Over the last 24 hours I have been obsessing over Kant's spherical triangles. He claims that they are incongruent counterparts. Now I understand how a hand and its mirror image are incongruent counterparts. (A right hand's mirror image is a left hand.) But it is not clear to me how Kant's spherical triangles are incongruent counterparts. Supplement the above diagram with a second lower triangle that shares its base (an arc of the equator) with that of the upper triangle and whose sides are two arcs whose vertex is the south pole.
David Brightly's comment is the best I received in the earlier thread. (He works in Info Tech and I believe he has an advanced degree in mathematics.) He writes,
Not clear to me either, Bill. Why does Kant resort to spherical triangles? [To show the existence of incongruent counterparts.] Consider first two right triangles in the plane with vertices (0,0), (3,0), (0,4) in triangle A and (0,0), (3,0), (0,-4) in B. In plane geometry A and B are considered congruent, not by translation or rotation in the plane but rotation out of the plane ('flipping') with their shared edge as axis.
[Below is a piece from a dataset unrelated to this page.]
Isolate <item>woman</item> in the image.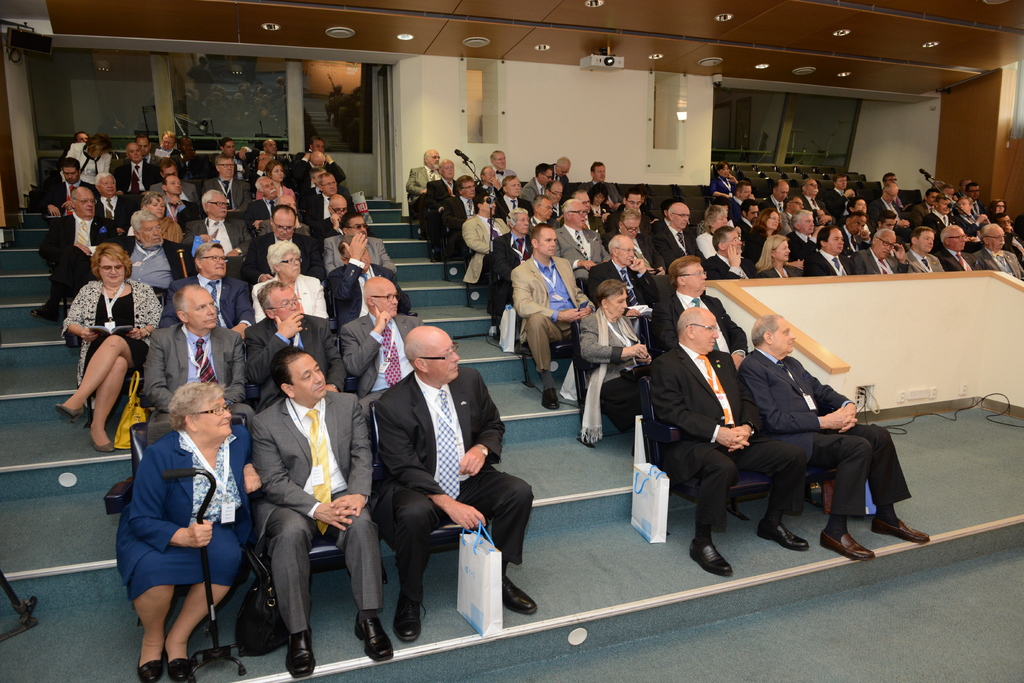
Isolated region: pyautogui.locateOnScreen(250, 163, 295, 201).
Now think of these triangles on the sphere with edges of length 3 along the equator and those of length 4 on a meridian. The lower triangle cannot be flipped into congruence with the upper—it curves 'the wrong way'. Congruence on the sphere is more restrictive than congruence in the plane. But they are mirror images of one another in the equatorial plane. Likewise, Kant's isosceles triangles cannot be flipped into registration. Has he just overlooked that they can be slid on the sphere into alignment?
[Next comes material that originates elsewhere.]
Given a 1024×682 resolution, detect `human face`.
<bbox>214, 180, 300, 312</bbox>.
As Brightly quite rightly points out, "The lower triangle cannot be flipped into congruence with the upper — it curves 'the wrong way'." That was clear to me all along. My thought was that if you rotate the lower triangle through 180 degrees so that its southern vertex points north, it would fit right over the upper triangle. I think that is what David means when he writes, "they can be slid on the sphere into alignment."
In other words, the lower triangle needn't be rotated off the surface of the sphere with the axis of rotation being the common base, it suffices to slide the triangles into alignment and thus into congruence along the surface of the sphere.
Therefore: Kant's spherical triangles are not incongruent counterparts or enantiomorphs.
Now David, have I understood you? I am not a mathematician and I might be making a mistake.